Lodge was an English novelist who wrote the first book I ever bought.
It was called Ginger, You’re Barmy and in 1962 it was in the Whitcombe and Tombs sale for six shillings, about $12 today, so you can see that I was a book nerd even then.
The novel was based on Lodge’s experiences during National Service. A recent graduate with first-class honours, he was given a mundane clerical job for two years. Plenty of time to observe silliness and work out plots.

His book came at just the right time for me as in 1961 I’d been sent to Burnham on a course for budding NCOs in the school cadet corps from which I emerged as a lance-corporal.
The army’s faith in my leadership potential was badly misplaced as, from then until now, I’ve shown no semblance of leadership whatsoever.
The army paid for the trip to Burnham, and I scored my first ride in a steam train.
Burnham had once been an industrial school for young law breakers and the shades of John A. Lee still hung about the few buildings which had survived from that time.
They probably kicked off my enthusiasm for New Zealand history.
Never having been a boy scout or sent to borstal, this was my first experience of communal living. The blokes from Hokitika were by far the most interesting with no regard for authority and already dab hands at lifting morsels from the kitchens.
The heavies from the big schools were a painfully superior lot. Luckily, we had only 10 days to put up with them.
In later years many were rich and famous, but for those who shared their barracks in 1961 they were still creeps.
There were whispers of a possible war looming in Vietnam and with that in mind we were taught to strip and assemble Bren guns. When war did come, only the Viet Cong used Bren guns, so perhaps we had been pencilled in to join them.
As I always had bits left over when I’d re-assembled my Bren, I earned a pleasant afternoon with the awkward squad supervised by an NCO who told us a stream of filthy stories which were great icebreakers back at school.
Sunday brought the compulsory church parade and for many of those youths it was their first appearance in a church. Maybe there were atheists among us and perhaps they were assigned to spud peeling but I suspect they would have preferred going through a sermon instead.
The order, "RCs and Jews, fall out," led to the rest marching off to the Anglican church hut and left me among a motley crew of "left footers" being organised into a squad.
In charge was an ancient Regular Force corporal, no doubt almost ashamed to find that his dreams of military glory had been reduced to shepherding a bunch of school children to church.
But he passed the buck by calling on one of the cadets, a fair-haired, angel-faced lad, to take over.
"And a little child shall lead them," intoned the corporal and I laughed out loud.
"Stop laughing, that man!" the corporal barked.
To be called "that man" as a 15-year-old gave me a warm glow and a lingering respect for the NCO.
The "little child" gag had biblical echoes and I later looked it up. As you probably know it’s from Isaiah 11:6: "The wolf also shall dwell with the lamb/The leopard shall lie down with the young goat/The calf and the young lion and the fatling together/And a little child shall lead them."

I had to look up "fatling" as well — "An animal fattened for slaughter".
The army wasn't all work. One night we were sent to the camp cinema to see a film.
It was a western called Flaming Star in which Elvis Presley played a mixed-race young man seemingly torn between his American Indian and white settler roots. At least it was a night out and began my life-long lack of interest in Elvis Presley.
Back to Ginger, You're Barmy. For a 15-year-old eager for titillation it offered nothing more salacious than a hand up a girl's blouse, but, at that age, it was probably enough to be going on with.
Ginger, You're Barmy wasn't David Lodge's only book, of course, and his later works are lauded as milestones in the genre of comic writing. One local critic saw Ginger, You're Barmy as a serious novel, citing the suicide of one of the characters, but I think I could see the underlying humour, especially given my recent army experience.
Five years later, being lucky enough to be called up for National Service, I went through it all again, this time with absurdity writ much larger. It was Ginger, You're Barmy only barmier.
— Jim Sullivan is a Patearoa writer.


§ **Directions**
Where does "square" appear in the data? Return each line that holds it.

═══ Provided entries ═══

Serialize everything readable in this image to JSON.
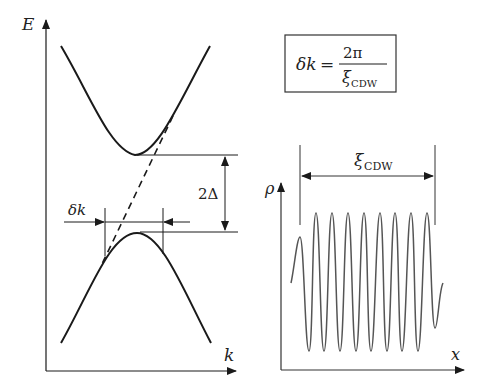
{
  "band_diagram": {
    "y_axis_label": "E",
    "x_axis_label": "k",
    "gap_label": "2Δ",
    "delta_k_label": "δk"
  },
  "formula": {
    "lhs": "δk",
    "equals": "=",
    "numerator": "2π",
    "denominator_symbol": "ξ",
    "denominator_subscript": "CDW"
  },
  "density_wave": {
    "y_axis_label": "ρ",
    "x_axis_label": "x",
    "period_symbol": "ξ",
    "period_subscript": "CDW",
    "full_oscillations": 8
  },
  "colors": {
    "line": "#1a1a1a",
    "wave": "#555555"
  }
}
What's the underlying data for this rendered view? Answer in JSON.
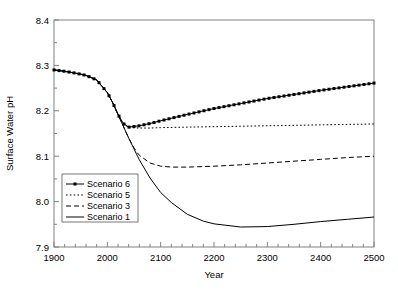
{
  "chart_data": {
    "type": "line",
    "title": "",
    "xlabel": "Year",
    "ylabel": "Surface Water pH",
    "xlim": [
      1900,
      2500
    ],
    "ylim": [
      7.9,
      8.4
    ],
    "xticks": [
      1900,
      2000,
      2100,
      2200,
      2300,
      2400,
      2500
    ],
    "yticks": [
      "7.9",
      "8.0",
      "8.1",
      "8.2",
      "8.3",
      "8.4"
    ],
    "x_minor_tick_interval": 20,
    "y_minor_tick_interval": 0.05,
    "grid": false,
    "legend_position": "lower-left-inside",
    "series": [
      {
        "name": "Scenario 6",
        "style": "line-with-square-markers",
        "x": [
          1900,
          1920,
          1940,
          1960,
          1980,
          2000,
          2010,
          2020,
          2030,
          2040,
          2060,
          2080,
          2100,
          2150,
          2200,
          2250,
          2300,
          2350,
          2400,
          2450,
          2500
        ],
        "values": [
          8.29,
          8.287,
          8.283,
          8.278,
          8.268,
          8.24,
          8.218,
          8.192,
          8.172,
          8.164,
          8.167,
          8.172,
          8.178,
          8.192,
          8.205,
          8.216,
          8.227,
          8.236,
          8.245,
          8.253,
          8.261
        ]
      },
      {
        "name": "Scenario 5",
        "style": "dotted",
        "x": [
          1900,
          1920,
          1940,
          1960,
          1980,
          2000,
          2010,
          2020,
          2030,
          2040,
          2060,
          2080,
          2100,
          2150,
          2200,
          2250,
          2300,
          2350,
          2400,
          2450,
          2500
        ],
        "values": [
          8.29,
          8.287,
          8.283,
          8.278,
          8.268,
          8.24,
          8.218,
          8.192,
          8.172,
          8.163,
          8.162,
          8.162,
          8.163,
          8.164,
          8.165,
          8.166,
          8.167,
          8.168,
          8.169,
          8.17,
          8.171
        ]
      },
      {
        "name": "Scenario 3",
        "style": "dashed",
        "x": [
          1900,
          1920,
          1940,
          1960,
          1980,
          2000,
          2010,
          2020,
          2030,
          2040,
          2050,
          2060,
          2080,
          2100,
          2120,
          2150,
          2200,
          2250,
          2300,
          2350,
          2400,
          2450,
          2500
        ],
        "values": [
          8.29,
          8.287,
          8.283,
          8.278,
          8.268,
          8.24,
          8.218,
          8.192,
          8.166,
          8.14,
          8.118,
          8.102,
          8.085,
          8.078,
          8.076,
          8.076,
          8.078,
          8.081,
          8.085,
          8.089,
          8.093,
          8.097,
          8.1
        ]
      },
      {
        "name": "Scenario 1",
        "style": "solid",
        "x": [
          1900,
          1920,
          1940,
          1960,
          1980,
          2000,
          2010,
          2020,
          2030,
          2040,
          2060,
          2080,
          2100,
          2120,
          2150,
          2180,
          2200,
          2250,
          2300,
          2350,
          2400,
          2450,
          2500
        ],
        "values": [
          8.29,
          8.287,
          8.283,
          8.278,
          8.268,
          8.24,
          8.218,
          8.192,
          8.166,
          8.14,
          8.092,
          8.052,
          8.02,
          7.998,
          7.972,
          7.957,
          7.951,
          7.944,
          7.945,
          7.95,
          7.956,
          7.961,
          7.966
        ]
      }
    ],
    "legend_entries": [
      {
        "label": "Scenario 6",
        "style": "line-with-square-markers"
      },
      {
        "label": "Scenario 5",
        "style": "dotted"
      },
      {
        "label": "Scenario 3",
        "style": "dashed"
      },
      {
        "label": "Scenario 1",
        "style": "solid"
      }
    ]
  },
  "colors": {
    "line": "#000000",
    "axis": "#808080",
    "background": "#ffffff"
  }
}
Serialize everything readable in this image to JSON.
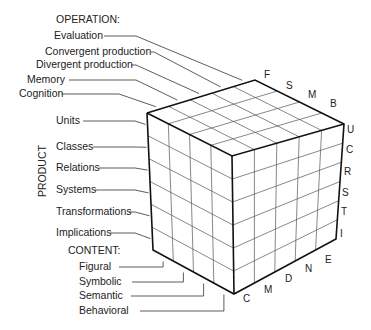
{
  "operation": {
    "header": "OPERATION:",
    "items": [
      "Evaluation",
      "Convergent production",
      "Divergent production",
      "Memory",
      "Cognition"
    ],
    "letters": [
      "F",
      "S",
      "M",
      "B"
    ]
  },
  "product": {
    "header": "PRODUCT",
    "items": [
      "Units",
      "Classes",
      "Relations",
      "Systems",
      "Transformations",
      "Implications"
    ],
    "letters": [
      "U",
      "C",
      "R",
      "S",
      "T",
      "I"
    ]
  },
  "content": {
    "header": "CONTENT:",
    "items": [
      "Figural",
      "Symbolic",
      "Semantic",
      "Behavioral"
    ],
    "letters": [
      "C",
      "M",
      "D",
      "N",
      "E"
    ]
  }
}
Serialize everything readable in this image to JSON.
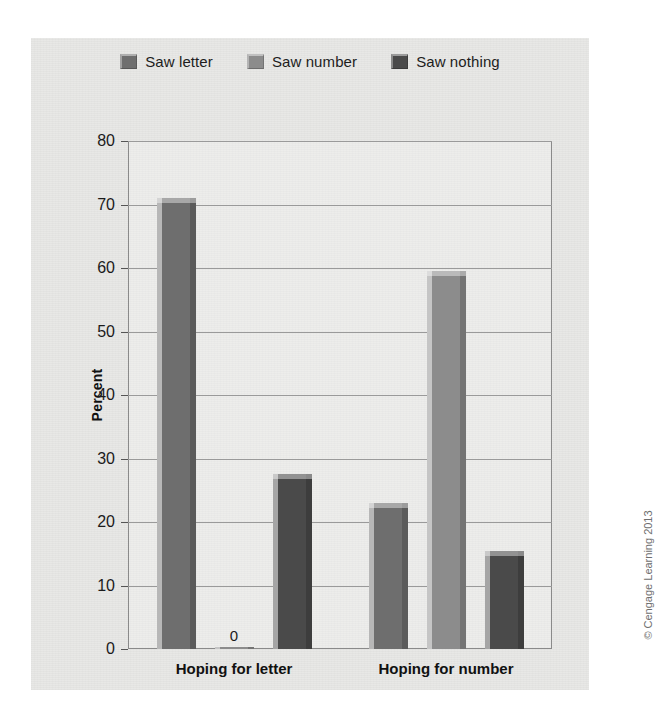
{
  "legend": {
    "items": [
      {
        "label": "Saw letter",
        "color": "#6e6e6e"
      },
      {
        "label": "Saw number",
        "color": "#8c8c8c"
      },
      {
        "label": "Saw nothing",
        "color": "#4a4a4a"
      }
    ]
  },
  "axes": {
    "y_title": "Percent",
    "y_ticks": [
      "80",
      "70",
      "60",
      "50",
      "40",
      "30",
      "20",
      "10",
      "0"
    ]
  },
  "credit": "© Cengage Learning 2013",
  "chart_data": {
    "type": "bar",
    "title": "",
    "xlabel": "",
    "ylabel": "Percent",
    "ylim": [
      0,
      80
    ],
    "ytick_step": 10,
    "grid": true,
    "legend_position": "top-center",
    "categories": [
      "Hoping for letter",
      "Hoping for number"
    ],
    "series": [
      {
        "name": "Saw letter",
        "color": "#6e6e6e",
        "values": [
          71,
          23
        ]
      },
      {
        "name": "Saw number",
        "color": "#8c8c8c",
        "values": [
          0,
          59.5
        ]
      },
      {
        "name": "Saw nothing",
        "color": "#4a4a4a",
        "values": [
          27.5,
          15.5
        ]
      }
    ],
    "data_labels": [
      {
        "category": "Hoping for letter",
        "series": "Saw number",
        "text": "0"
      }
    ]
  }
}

═══

§ **Written answer**
        "style": "line-with-square-markers",
        "style": "line-with-square-markers"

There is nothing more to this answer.